For the Department of Health, COVID-19 vaccination should be voluntary.
"We adhere to the WHO (World Health Organization) and SAGE (Strategic Advisory Group of Experts) recommendations that this should be purely voluntary. It is the right of a person to decide if he shall receive or will not receive the vaccine," Health Undersecretary Maria Rosario Vergeire said in a virtual forum Monday, April 26.
"At this stage or this period of the case, where the vaccines are still at developmental stage, we cannot mandate people to accept this vaccine because this is still not really completed yet," she added.
"The principle we adhere is the benefits outweight the risks. That’s why we are offering it to our population. But it will be their right to decide if they will accept (the vaccine) or not," said Vergeire.

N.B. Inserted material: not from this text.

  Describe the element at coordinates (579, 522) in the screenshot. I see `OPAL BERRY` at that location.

But, she said, there is also that moral obligation to be vaccinated.
"There is what we call moral obligation to be vaccinated, wherein we don't consider only ourselves but our loved ones,the community, the whole population because we want to achieve herd immunity," said Vergeire.

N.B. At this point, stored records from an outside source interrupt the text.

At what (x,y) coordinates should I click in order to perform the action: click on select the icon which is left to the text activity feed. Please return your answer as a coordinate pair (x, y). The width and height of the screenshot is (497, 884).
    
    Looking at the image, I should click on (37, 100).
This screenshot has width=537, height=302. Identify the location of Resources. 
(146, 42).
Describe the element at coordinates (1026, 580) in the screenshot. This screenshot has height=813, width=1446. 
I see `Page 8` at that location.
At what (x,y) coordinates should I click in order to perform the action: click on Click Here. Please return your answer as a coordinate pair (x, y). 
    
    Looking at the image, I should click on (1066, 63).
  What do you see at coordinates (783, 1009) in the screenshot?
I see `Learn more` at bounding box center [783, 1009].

House Bill No. 9252 of Cavite Rep. Elpidio Barzaga Jr. seeks to make it mandatory for each individual to be given COVID-19 shots.
Meanwhile, the DOH said four local government units (LGUs) in Metro Manila are set to receive the initial doses of Sputnik V vaccines.
Vergeire said the four LGUs will participate in the simulation on the handling, transportation, storage, and use of the vaccines.
She said the simulation is necessary since the requirements of Sputnik V are different from Sinovac and AstraZeneca.
The DOH said about 15,000 doses will be used for simulation in the four NCR LGUs.